I didn’t buy him those boots to die in them.
They’re not the same boots. They’re different.
You can’t prove they are.
You can’t prove they aren’t.

My God I never wanted to see him again. He stalked me, pursued me, terrified me. But I didn’t want him to die in the street atropellado with his boots on. I wanted him to wear the soles through dancing with girls young and beautiful as he.

Is he dead?
Is the city safe, now, for me?
Can I stop walking with my head down between bus stops?
Glancing over my shoulder to see I’m not being followed?

I am dizzy.

Say what you want, I know those boots.
They’re not the same boots.
Is he really gone? Am I safe now?
You’re paranoid.

I don’t know which voice I want to be right and which I want to be wrong.

All I know is that I know those boots.
They’re not the same boots.

Glass Windows

trapped inside
i stare through glass windows
at the sky
separated
from the sun and rain

i would give my life
to be a leaf
making sugar from sunshine
even only for a season

i would be a bee, my
face buried in flowers and
let winter kill me
once and for all
when it comes,
dissolve my little wings
in its rain that
taps chilly fingers against
glass windows

Daniel

Daniel hates to work. Every day he throws back his head and laughs, says he’s celebrating El Día de San Pepino. El santo de los perezosos, he says.

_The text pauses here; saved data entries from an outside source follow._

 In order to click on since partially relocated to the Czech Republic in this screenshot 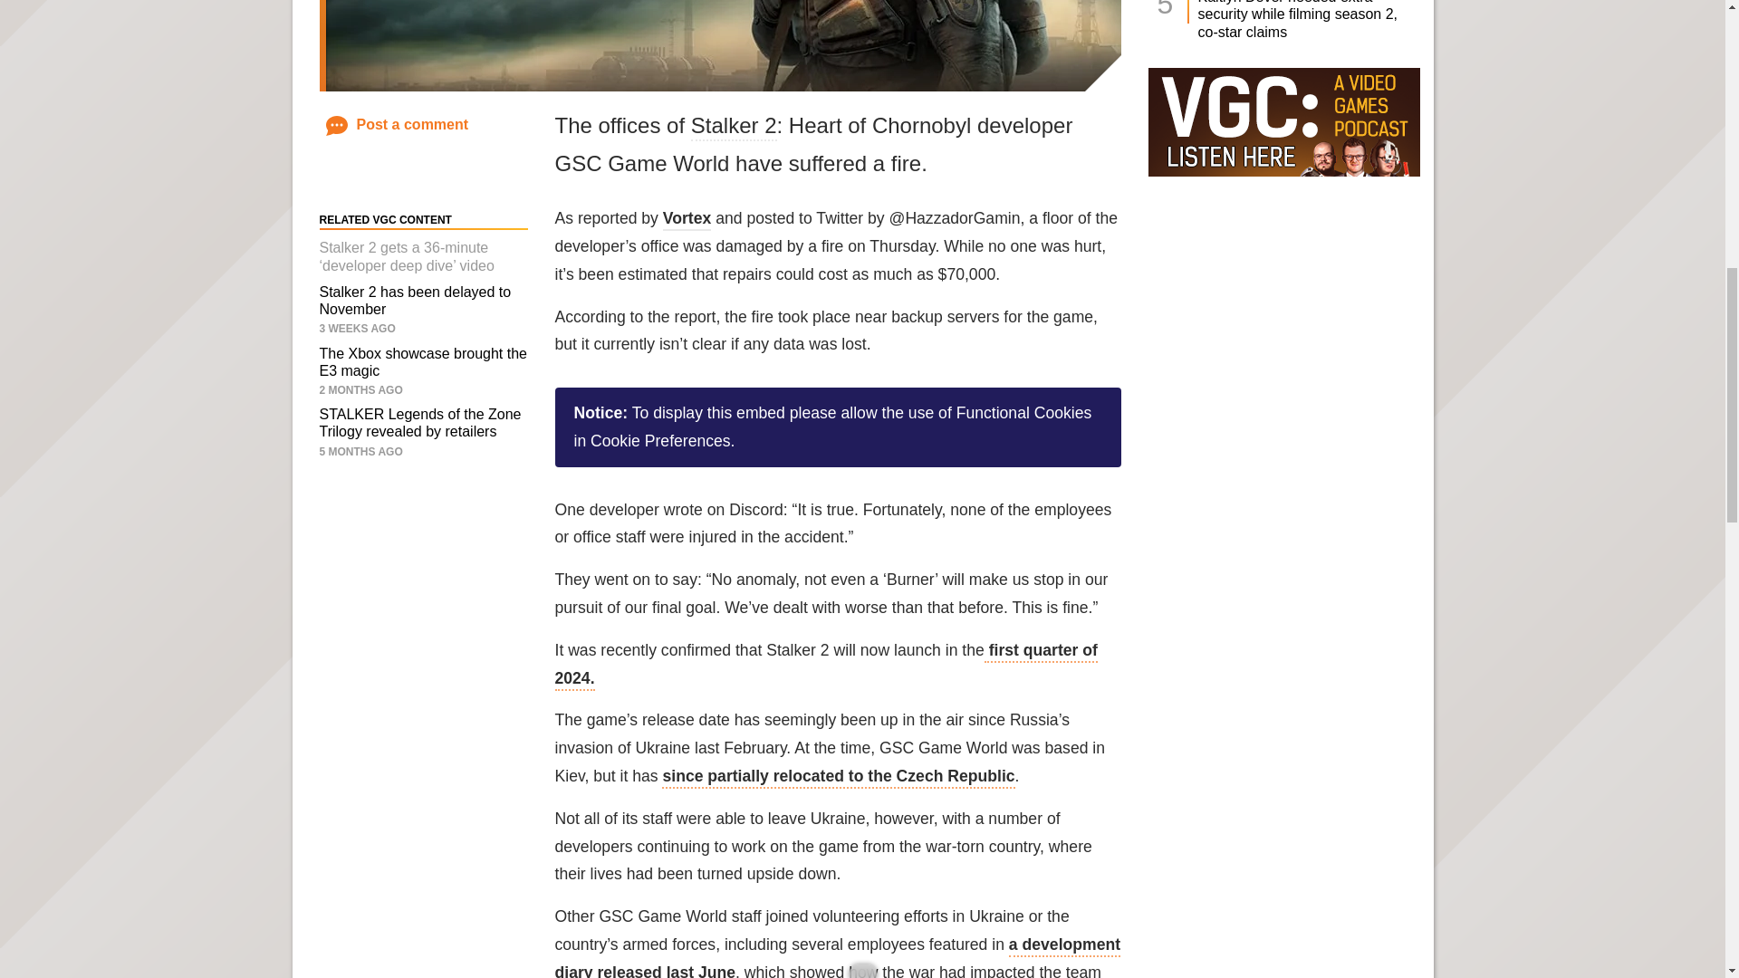, I will do `click(838, 777)`.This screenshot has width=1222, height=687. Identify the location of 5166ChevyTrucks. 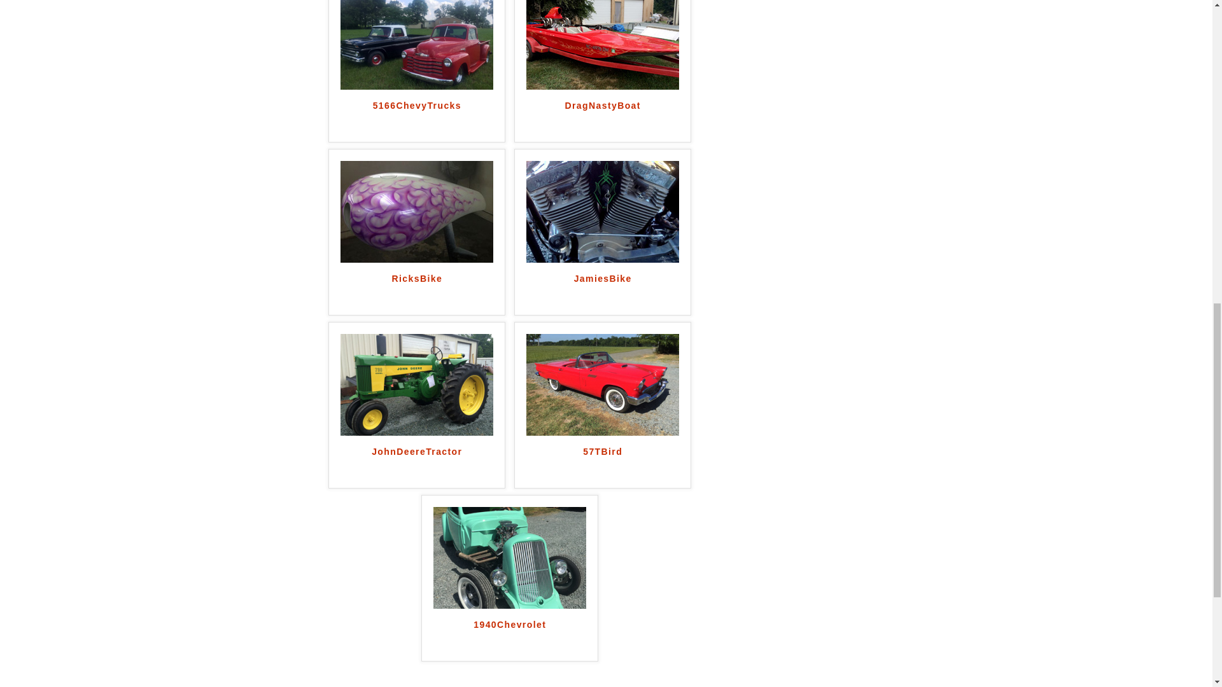
(416, 118).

A woman will kill him someday. His first wife didn’t succeed but sooner or later a less frightened one will; his first wife was a child. Daniel awakened to find 14-year-old Susana holding a butcher knife to his throat, but she was too afraid to push it in. He laughs about the wild times he had while she waited for him at home. That was back when he’d won the lottery and for two years he had it all—money, a motorcycle, a young wife.

Daniel always laughs. He lives with his mamá and he shrugs. Things didn’t work out.

Daniel, él que dice que se casa el treinta de febrero. Daniel, who can win and lose and never notice the game.